The question, she said, had disturbed her to the extent that it had taken a few days for her to get it off her mind, but she never stopped Sanjit from visiting the family.
She related that on May 22 last year, the day Sanjit died, he had told her that he was going fishing with the family in a party of six, including himself. Kalouty said she was cooking on the fireside in the yard at the time he left. He went separately, in a taxi, joining the family at Hope New Lands. Going fishing with the family, she said, had been a regular thing for her son.
‘TALL BAI’ DEAD
Before she could finish cooking, the phone rang, and an elderly relative of the family told her “Tall bai dead!”
Deeply disturbed and distressed by the sudden and tragic news, Kalouty said she and her husband took a taxi and rushed to the scene. When they arrived there, she was screaming “Wheh me son deh!”, “Oh Gad, bring him back!”
The mother related that she had seen two male relatives — one was sitting with his arms folded and his “cast net” flung over his shoulders; the other approached her to say “Boy asedrum bust”.
Crying and screaming, she had asked how he knew that, and was told “Boy drowned”. Both men, she noted, were red in the eyes, had mud on their skin, and appeared to be intoxicated.
She said that when she inquired why they did not try to save her son, a female relative who was with them told her that if they had tried, they too would have drowned, since they were intoxicated.
By thiat time, the distressed mother said, scores of persons had flocked the scene, and she saw a “black boy” (African) on the bridge near to where the incident happened.
She asked him if he knew about her son’s death, and he related that he was told by the family members who were on the bridge that someone had drowned.
Incidentally, the African youth was working on the bridge. He said that while he was told that someone had drowned, the family members with whom Sanjit had been did not say where he had drowned.
The mother said that when she asked the family members, a female among them told her that Sanjit had plunged into the middle of the trench and had not resurfaced.

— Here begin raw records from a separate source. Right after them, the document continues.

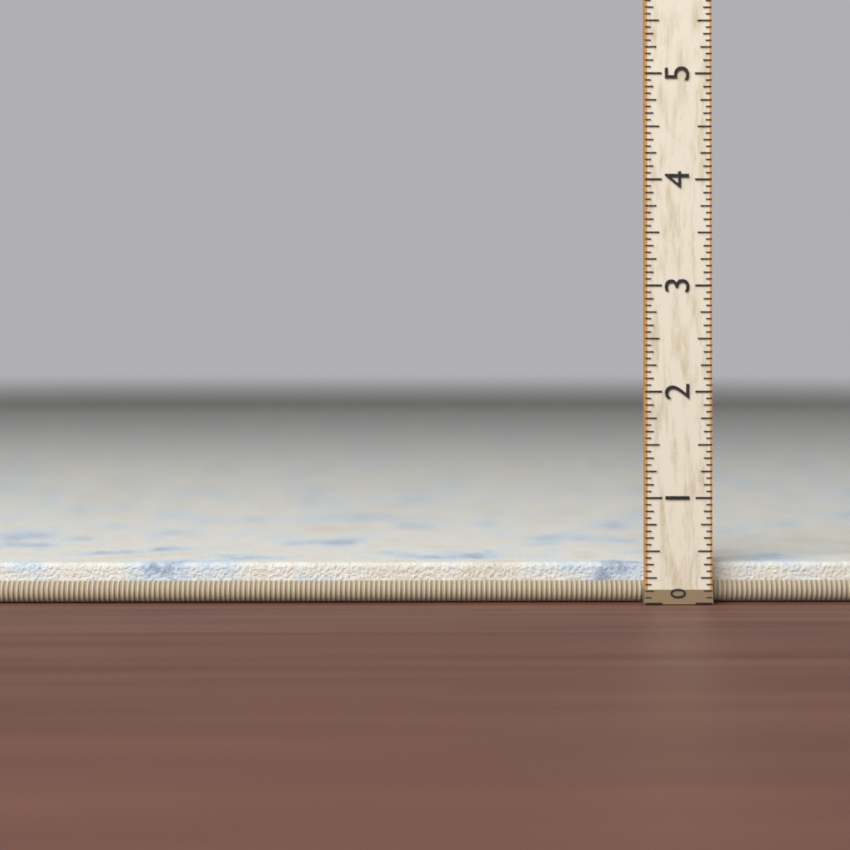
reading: 0.3750 (no unit)
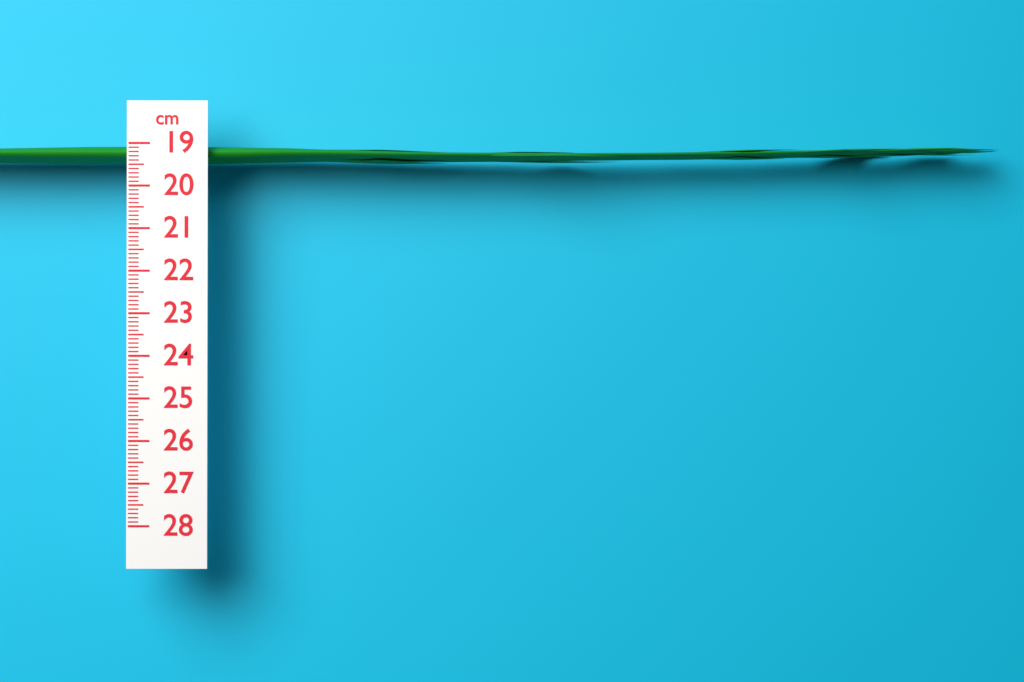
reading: 19.4 cm
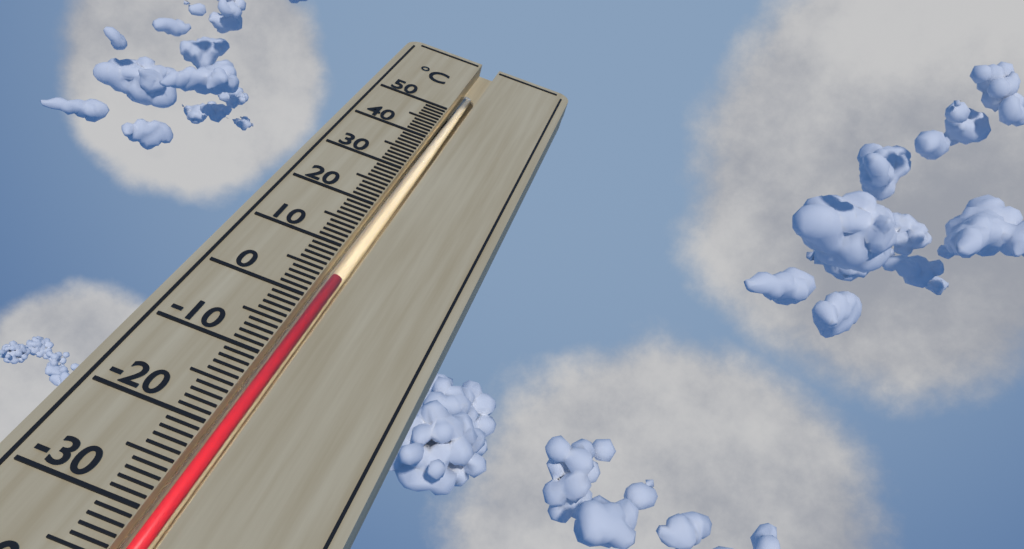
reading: 5 °C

According to Kalouty, the boy on hearing where Sanjit reportedly plunged, quickly boarded a taxi and collected a friend. And within minutes, they returned to the scene and went in the trench to search for her son. And they found him!

MUD IN MOUTH
Kalouty said Sanjit was found at the shoulder of the trench and not at the middle, and when he was brought to land, there was a lot of mud in his mouth.
She said the African boys and the scores of persons who had gathered at the scene began to point fingers at the members of the family who were with Sanjit, telling her that if they had raised an alarm, the life of her son would have been saved.
Vishal Sukhram, a brother of the dead man, told the Guyana Chronicle that he was invited to witness the post-mortem examination, but was prevent by a police officer from seeing the exercise when he got there.
He said that when he asked why he was being prevented from witnessing the post-mortem, the police officer told him that he (the policeman) would deal with the matter. Vishal, nevertheless, said that after the post-mortem, the officer told him that he had observed mud in his brother’s stomach and in his lungs.
The post-mortem was performed by Government Pathologist Dr Nehaul Singh, and the cause of death was given as asphyxiation. Both Mahashwar and Kalouty suspect something fishy about the death of their son.
Kalouty told this newspaper that she had given a report to the police on the day her son had died, and after his post-mortem, she was asked to visit the police station, but being deeply distressed and confused, she did no go.
The members of the family with whom Sanjit had been at the time of his death were reportedly questioned, but none was charge.
After the funeral of his son, Mahashwar related, he had heard of whispers from relatives of the family that Sanjit had gone mad and had probably committed suicide.
A thorough investigation, he said, would reveal the truth of how his son had died.